Americans Oppose House GOP's Obamacare Strategy
United Technologies/National Journal Congressional Connection Poll finds people don't want changes to health reform tied to government funding or the debt limit.

Republicans, take note. Americans might not like President Obama's signature health care law, but they don't dislike the massive program enough to risk a government shutdown over efforts to unravel it.
According to the latest United Technologies/National Journal Congressional Connection Poll, a solid majority of Americans said Congress should consider legislation that might delay or defund the program known as Obamacare separate from any government funding or debt-limit measure.
The poll results should stir angst among House Republicans about the wisdom of last week's vote to link funding for the Affordable Care Act with a continuing resolution to fund the government. The Senate is expected to strip the defunding measure this week and return a bill that only funds the government. The clash could lead to a government shutdown.
But in an encouraging development for nervous GOP apparatchiks, if a shutdown occurs, the survey showed the public is poised to blame President Obama as much as House Republicans. Many Republican officials worried that voters would hold the GOP solely accountable for the government closure.
Still, an overwhelming majority of Americans prefer the Senate's approach to the government-funding negotiations: 63 percent said Congress should "provide the funding to keep the government operating and deal with the health care issue separately." Only 27 percent said "only fund the continuing operations of the federal government if Obama agrees to delay or withdraw his health care plan."
Even Republicans are skeptical of the House GOP's approach. A majority, 51 percent, said Congress should keep the two issues separate, while 42 percent said a continuing resolution should be passed only if Obama agrees to defund the health care law.
Republican officials and strategists have warned that linking the two measures would be a political disaster for the GOP, reinforcing impressions with the public that the party doesn't work constructively to solve problems. They worry it would repeat the fallout of 1995 and 1996, when the shutdown led by then-House Speaker Newt Gingrich spurred President Bill Clinton's reelection landslide.
Notably, only one subset of Republican-leaning groups was inclined to push for the dissolution of Obamacare. White men without a college degree said they preferred to hold up government funding, 49 percent to 44 percent. Every other Republican group disagreed, and disagreed enormously. White men with a college degree, for example, preferred keeping the issues separate by a margin of 66 percent to 31 percent, a 40-point swing from their blue-collar brethren. More than 60 percent of white women, both those with and without a degree, wanted to deal with Obamacare later.
The findings suggest the defund effort is being driven by the GOP's most conservative wing while more moderate elements of the party's coalition look on anxiously. Blue-collar white men are the most conservative of the four education-gender subgroups — just 33 percent of them backed Obama in 2012, according to exit polls, compared with 38 percent of white-collar white men.
Opposition to linking Obamacare with debt-ceiling talks is less severe, but nonetheless potent. A majority, 52 percent, say "increase the U.S. debt limit and deal with the health care issue separately," while 31 percent say "only increase the debt limit if Obama agrees to delay or withdraw his health care plan."
By a margin of 48 percent to 33 percent, Republicans say they should hold out on the debt-ceiling until Obama rescinds the health care law. The plurality indicates a more congruous, if still far from united, front within the GOP. That explains why many GOP strategists think a fight over the debt ceiling is smarter than one over government funding.
But independents are more hostile to the idea — 51 percent of them want to wall off the Affordable Care Act from the debt ceiling, and only 33 percent say the two measures should be linked. For their part, 68 percent of Democrats want to keep them separate.
Republicans can find a silver lining in the data on one question: whom voters would blame for a government shutdown. Nearly as many named the Obama administration (36 percent) as Republicans (39 percent), while 17 percent said both would be equally to blame.
The split in sentiment was especially stark along educational lines among white voters. A strong plurality of blue-collar whites, 45 percent, said they'd hold Obama accountable, while just 29 percent tapped Republicans. But 43 percent of white-collar whites said they'd blame Republicans, more than the 36 percent who said the White House.
The poll, conducted Sept. 19-22, interviewed 1,003 adults over landline and cell phones. It has a margin of error of plus or minus 3.6 percentage points.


Please transcribe, word for word, only the lines from the one containing "Describe the element at coordinates (70, 31)" through the last line of the records below, both included, and leave out every picture.

(Stored data entries)
⁂

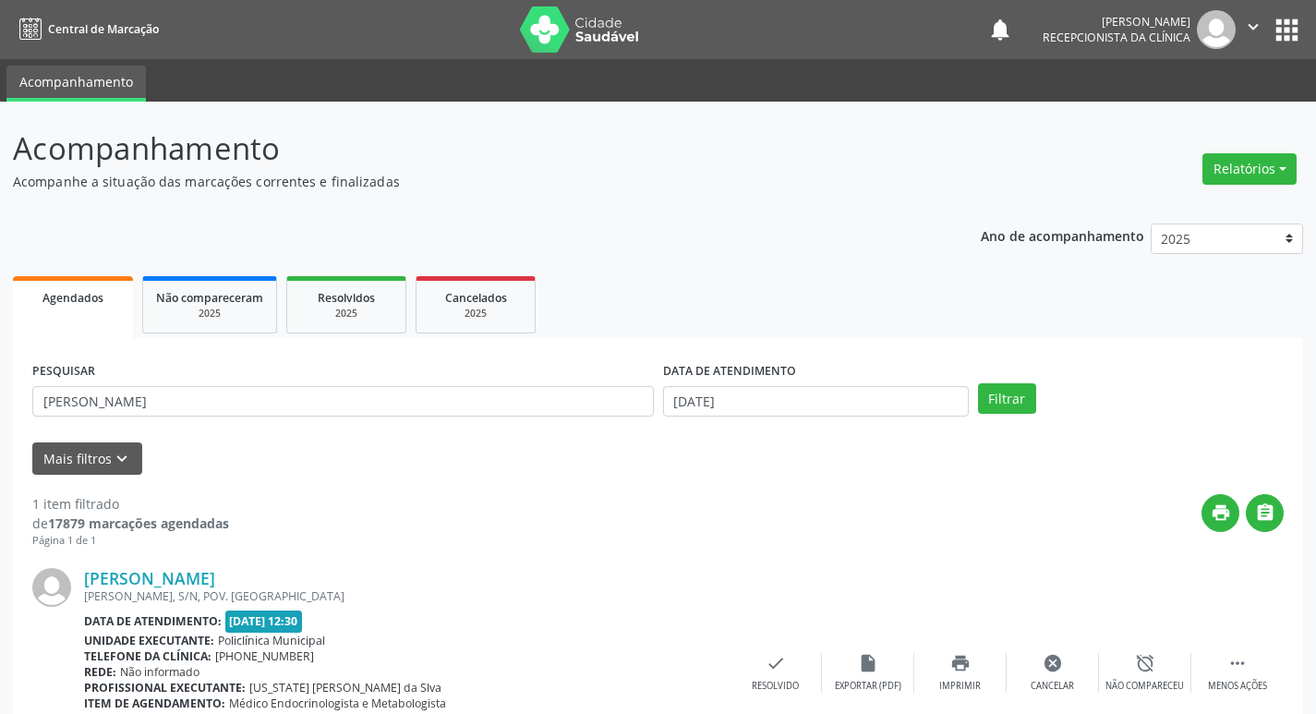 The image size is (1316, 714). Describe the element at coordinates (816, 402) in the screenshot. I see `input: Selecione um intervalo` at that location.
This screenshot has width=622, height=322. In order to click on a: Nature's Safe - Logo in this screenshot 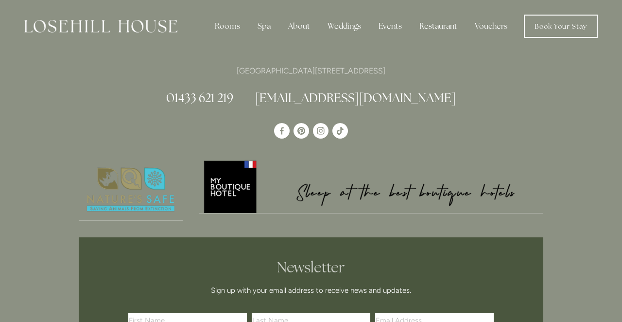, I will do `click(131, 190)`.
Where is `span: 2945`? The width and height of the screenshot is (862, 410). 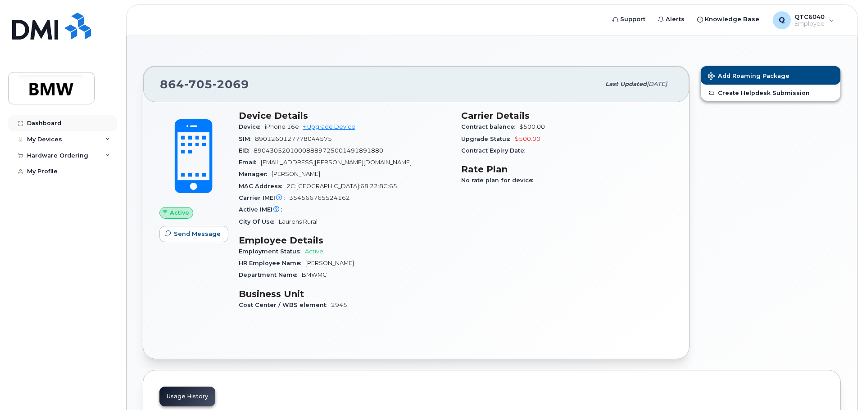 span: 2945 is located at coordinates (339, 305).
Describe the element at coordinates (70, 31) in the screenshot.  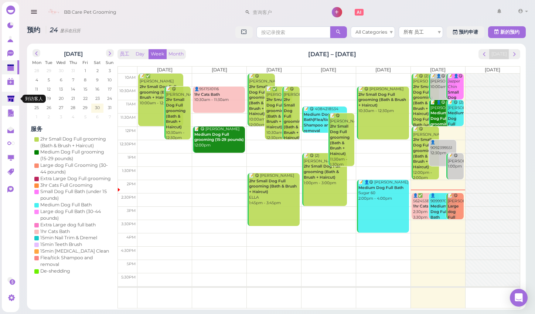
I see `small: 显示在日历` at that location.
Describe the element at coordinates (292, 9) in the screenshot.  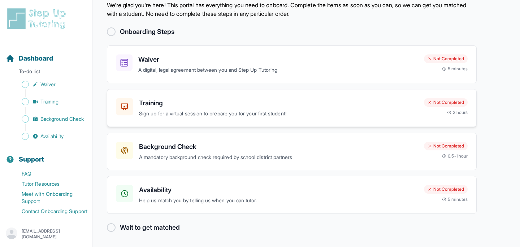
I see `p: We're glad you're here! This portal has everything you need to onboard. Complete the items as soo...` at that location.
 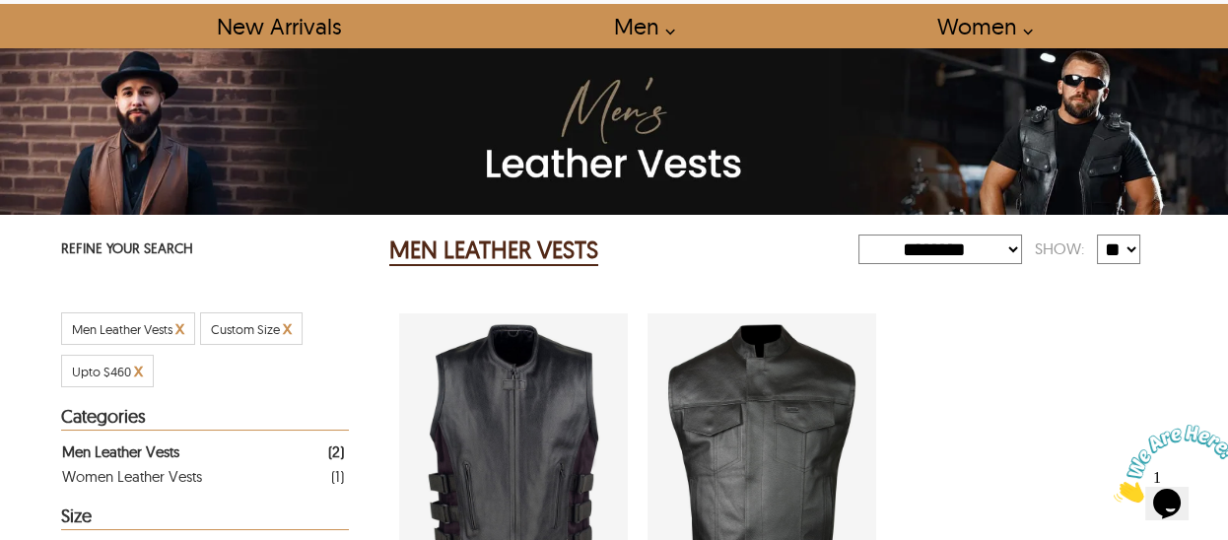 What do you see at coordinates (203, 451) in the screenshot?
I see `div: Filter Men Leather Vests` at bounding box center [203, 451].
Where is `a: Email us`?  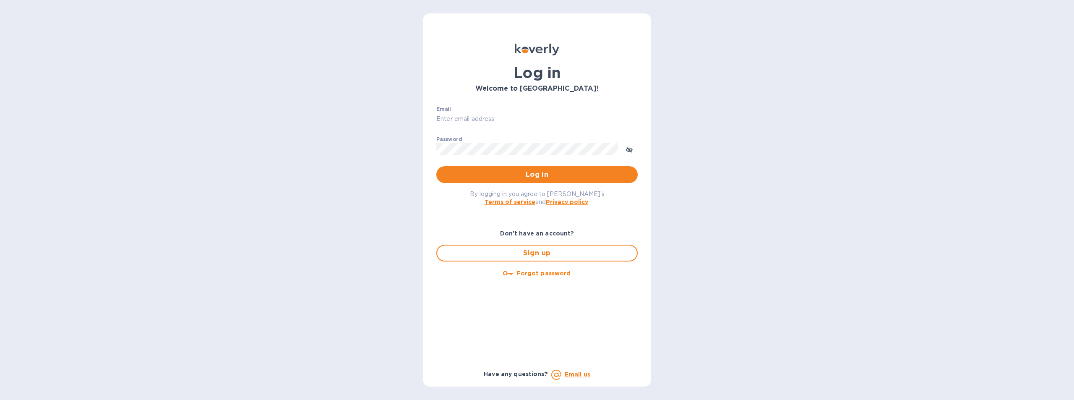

⁂

Written reply ▸
Describe the element at coordinates (70, 31) in the screenshot.  
I see `small: 显示在日历` at that location.
Describe the element at coordinates (292, 9) in the screenshot.  
I see `p: We're glad you're here! This portal has everything you need to onboard. Complete the items as soo...` at that location.
  What do you see at coordinates (203, 451) in the screenshot?
I see `div: Filter Men Leather Vests` at bounding box center [203, 451].
Where is `a: Email us`?  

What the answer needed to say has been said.